Anyone invested in fine wine before?
To my thinking invest is not quite the right word. If I make an investment, I call my lawyer and have the details written into my will. If I will probably sell the item before I die, it is a trade. If I will use it up and discard the remains, it is an expense.
My wife and I enjoy wine, drink it regularly, lead a local wine club of about 500 people, have made wine (we had barrels), visit local wineries, know winemakers well, and have several bottles at home. My wife and I have discussed between ourselves and with local wine merchants what to do with any wine left in our collection when we are no longer drinking it.
Merchants buy wine priced in hundreds of dollars and lower at wholesale at prices that are half or less of retail prices, so bottles purchased at retail will not give a positive return when sold.
Collectors want rare wines. Bottles priced in four figures. Trading collectables of any category is fraught with problems — low liquidity, large bid-ask spread, counterfeiting, etc. Wine has the additional problems of being both variable in quality and perishable. Older might be better, but not always, and often only up to a point. One merchant tells us that the first question he asks of a private wine collection is how it was stored. Temperature fluctuation, or storage temperature above about 58 degrees Fahrenheit (24 Celsius), increases the rate of deterioration, as does vibration and light.
Buy good wine, drink good wine, enjoy good wine, share good wine. It is an expense. Not an investment. Not even a trade.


**PROBLEM DESCRIPTION**
Print the lines that run from the line with "What do you see at coordinates (768, 24)" to the line with "The height and width of the screenshot is (311, 618).", keeping both end lines, exactly as they appear in the entries below, and nothing else.

Collected data entries:
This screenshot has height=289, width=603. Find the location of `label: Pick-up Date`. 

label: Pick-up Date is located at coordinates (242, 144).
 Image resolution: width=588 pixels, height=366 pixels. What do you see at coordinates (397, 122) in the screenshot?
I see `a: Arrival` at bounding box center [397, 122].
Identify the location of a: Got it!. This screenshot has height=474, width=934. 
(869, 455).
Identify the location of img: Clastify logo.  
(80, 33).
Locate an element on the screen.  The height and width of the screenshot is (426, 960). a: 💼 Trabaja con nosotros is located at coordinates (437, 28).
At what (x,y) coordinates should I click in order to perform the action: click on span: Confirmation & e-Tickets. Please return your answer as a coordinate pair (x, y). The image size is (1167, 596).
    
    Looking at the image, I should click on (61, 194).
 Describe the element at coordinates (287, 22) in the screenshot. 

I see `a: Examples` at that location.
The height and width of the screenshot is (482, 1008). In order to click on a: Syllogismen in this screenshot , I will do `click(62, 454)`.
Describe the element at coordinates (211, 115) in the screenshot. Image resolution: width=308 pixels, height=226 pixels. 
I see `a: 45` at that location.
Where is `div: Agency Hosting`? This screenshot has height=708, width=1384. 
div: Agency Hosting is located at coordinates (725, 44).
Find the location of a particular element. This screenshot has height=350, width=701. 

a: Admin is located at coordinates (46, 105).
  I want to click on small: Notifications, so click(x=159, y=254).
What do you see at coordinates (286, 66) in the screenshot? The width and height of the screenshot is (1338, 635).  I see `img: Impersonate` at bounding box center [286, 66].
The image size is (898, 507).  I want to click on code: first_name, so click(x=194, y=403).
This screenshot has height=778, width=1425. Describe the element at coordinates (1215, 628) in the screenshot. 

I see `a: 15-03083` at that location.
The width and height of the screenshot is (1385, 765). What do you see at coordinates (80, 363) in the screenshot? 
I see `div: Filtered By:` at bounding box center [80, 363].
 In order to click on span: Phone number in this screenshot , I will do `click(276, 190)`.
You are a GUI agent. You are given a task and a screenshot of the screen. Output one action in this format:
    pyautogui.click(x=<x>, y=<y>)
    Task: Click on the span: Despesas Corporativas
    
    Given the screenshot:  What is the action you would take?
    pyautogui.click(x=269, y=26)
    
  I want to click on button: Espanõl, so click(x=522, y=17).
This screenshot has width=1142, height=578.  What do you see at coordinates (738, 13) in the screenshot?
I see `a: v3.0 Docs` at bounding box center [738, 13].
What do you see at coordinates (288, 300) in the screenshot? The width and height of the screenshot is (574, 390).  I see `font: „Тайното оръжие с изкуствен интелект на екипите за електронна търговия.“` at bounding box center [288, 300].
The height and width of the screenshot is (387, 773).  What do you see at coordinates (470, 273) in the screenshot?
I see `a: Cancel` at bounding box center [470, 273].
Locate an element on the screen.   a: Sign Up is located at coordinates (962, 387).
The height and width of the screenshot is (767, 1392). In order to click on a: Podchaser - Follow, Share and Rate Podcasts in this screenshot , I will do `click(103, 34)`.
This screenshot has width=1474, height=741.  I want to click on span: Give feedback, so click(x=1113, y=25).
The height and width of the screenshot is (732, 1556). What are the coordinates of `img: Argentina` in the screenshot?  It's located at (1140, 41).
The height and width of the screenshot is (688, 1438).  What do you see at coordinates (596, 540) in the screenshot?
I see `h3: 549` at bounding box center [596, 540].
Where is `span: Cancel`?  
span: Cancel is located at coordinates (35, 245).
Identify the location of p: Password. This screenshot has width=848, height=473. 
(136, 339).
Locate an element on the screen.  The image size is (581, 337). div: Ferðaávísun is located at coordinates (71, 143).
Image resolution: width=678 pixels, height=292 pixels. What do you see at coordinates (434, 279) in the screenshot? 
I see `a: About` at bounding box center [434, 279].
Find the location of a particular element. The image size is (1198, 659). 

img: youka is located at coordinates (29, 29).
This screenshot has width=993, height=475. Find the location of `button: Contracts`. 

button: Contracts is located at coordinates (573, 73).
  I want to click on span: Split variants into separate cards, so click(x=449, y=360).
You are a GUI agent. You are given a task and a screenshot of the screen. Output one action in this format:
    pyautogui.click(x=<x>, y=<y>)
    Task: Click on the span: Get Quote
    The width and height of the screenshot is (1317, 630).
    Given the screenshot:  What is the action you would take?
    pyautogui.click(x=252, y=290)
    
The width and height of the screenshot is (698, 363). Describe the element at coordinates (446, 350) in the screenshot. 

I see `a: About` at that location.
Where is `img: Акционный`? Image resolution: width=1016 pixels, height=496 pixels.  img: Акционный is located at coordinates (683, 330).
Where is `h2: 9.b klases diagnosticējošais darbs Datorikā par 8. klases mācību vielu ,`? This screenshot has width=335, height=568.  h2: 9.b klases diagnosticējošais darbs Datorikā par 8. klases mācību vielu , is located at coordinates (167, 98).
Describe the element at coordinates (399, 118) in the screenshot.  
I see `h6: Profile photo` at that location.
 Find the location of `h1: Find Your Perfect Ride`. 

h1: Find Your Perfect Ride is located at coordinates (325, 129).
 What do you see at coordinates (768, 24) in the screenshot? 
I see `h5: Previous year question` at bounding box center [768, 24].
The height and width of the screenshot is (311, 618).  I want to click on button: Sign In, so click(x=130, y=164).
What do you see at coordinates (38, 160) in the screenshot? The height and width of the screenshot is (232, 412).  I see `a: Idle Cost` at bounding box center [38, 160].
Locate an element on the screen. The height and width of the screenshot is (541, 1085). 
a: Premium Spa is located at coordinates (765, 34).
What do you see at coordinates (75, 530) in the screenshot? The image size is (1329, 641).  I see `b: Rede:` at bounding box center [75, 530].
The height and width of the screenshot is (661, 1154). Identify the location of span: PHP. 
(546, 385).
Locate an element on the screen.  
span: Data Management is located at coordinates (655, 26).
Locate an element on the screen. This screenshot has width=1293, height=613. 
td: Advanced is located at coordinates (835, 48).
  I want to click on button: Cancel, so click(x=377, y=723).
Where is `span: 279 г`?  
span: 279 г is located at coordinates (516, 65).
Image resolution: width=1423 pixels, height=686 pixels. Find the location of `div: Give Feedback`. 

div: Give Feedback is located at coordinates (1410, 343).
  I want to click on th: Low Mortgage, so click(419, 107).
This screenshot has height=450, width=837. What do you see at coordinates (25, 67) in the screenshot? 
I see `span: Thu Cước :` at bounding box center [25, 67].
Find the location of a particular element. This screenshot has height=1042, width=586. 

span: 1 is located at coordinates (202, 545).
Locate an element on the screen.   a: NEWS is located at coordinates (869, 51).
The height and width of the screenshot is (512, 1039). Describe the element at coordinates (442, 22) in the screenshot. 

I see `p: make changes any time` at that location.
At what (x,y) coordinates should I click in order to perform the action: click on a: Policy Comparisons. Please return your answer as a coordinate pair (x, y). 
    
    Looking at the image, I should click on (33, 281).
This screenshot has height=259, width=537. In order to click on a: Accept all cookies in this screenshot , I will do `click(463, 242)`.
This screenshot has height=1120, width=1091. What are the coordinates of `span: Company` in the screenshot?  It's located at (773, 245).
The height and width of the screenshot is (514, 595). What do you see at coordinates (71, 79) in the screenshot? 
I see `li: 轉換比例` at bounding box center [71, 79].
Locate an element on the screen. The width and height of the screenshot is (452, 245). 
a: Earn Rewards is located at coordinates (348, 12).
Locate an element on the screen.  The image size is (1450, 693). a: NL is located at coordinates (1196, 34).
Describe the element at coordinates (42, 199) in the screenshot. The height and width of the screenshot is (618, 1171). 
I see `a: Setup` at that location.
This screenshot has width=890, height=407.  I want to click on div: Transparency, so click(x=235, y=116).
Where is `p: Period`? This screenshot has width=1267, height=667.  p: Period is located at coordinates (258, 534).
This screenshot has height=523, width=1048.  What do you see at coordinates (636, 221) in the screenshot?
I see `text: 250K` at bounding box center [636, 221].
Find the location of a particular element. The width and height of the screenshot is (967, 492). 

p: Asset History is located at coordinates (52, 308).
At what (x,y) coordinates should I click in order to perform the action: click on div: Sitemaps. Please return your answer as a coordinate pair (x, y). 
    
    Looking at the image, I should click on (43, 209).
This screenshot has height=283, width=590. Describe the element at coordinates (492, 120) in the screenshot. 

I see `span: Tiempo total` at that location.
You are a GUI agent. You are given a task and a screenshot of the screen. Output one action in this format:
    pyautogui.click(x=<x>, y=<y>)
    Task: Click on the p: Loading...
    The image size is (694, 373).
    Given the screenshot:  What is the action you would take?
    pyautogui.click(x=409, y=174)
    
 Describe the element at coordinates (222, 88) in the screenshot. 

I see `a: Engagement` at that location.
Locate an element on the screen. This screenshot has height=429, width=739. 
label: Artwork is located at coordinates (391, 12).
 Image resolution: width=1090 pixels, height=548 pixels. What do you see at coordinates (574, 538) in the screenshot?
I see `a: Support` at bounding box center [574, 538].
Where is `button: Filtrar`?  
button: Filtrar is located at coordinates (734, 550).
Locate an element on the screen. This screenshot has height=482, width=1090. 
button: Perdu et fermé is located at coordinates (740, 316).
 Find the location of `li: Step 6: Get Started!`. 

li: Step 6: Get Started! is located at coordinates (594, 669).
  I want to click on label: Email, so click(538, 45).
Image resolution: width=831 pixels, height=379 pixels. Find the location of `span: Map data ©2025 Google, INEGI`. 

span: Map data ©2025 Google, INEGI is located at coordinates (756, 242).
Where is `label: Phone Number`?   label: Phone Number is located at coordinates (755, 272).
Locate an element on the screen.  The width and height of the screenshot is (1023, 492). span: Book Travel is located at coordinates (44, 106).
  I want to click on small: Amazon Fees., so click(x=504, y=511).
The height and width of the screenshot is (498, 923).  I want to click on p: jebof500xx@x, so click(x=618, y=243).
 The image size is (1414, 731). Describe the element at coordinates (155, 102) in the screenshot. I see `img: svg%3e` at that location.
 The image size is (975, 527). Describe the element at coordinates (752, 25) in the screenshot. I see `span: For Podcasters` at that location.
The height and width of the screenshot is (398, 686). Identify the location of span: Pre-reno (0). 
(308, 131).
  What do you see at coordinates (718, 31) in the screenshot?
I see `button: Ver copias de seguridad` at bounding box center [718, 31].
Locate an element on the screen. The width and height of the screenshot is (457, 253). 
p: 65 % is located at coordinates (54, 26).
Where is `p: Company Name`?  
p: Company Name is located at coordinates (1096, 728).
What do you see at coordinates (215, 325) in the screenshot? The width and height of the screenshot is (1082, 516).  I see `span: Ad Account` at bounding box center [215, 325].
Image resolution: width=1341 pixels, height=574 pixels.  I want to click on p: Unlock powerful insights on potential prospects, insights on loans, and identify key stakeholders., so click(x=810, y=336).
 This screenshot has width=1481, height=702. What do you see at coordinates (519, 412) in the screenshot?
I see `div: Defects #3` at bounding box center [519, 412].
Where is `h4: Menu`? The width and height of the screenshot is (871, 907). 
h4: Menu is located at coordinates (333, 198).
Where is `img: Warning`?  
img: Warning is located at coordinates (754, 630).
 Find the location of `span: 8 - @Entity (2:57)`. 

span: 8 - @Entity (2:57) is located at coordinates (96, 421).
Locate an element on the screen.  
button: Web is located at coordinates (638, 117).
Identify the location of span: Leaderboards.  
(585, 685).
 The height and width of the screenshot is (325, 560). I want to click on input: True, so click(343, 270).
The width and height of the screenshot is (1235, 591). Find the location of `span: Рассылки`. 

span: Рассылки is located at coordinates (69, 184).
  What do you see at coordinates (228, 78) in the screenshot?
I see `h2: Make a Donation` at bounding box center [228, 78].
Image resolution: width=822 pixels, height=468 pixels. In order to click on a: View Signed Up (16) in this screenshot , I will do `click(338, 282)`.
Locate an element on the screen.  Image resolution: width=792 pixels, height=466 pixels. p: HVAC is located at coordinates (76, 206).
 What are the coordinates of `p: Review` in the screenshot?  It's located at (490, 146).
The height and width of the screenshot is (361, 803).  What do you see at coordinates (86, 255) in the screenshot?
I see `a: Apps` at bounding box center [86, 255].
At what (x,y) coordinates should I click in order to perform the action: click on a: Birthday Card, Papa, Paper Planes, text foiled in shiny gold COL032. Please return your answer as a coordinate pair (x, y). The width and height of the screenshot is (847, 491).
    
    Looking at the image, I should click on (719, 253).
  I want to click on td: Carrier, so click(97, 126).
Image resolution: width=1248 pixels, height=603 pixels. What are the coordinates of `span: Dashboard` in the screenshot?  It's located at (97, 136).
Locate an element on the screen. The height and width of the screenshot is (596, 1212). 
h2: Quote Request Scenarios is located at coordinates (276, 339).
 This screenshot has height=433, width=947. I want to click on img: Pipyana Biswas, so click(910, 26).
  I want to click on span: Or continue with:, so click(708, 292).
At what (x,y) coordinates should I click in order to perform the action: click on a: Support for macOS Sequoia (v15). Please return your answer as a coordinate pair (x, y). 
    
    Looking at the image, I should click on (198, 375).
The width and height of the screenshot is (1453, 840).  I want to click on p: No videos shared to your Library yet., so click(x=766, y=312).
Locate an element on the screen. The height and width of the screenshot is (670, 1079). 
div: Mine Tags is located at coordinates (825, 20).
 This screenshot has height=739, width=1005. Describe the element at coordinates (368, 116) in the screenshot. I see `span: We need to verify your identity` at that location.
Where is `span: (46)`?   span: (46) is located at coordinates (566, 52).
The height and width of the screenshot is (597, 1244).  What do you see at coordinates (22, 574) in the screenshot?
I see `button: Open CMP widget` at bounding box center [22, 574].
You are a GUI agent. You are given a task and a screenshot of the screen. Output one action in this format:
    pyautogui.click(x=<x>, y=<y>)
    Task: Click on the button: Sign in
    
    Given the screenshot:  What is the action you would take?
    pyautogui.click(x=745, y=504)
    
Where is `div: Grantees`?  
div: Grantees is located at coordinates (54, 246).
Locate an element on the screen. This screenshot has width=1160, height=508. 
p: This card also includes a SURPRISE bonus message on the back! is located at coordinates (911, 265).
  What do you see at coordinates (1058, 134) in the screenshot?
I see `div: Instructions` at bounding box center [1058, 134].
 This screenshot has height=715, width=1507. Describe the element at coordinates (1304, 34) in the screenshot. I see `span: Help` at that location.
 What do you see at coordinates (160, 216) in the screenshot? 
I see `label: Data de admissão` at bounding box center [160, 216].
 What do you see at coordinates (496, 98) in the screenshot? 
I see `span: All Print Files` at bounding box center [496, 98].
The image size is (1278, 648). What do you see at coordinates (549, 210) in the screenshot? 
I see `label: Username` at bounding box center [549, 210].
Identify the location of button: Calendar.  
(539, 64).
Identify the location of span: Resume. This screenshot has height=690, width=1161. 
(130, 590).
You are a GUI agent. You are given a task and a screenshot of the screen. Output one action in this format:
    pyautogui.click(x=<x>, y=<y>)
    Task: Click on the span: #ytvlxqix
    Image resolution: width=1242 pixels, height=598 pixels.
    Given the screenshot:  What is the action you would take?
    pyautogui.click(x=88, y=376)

**RESULT FOR THIS EXERCISE**
 What do you see at coordinates (768, 24) in the screenshot? 
I see `h5: Previous year question` at bounding box center [768, 24].
The height and width of the screenshot is (311, 618).  I want to click on button: Sign In, so click(x=130, y=164).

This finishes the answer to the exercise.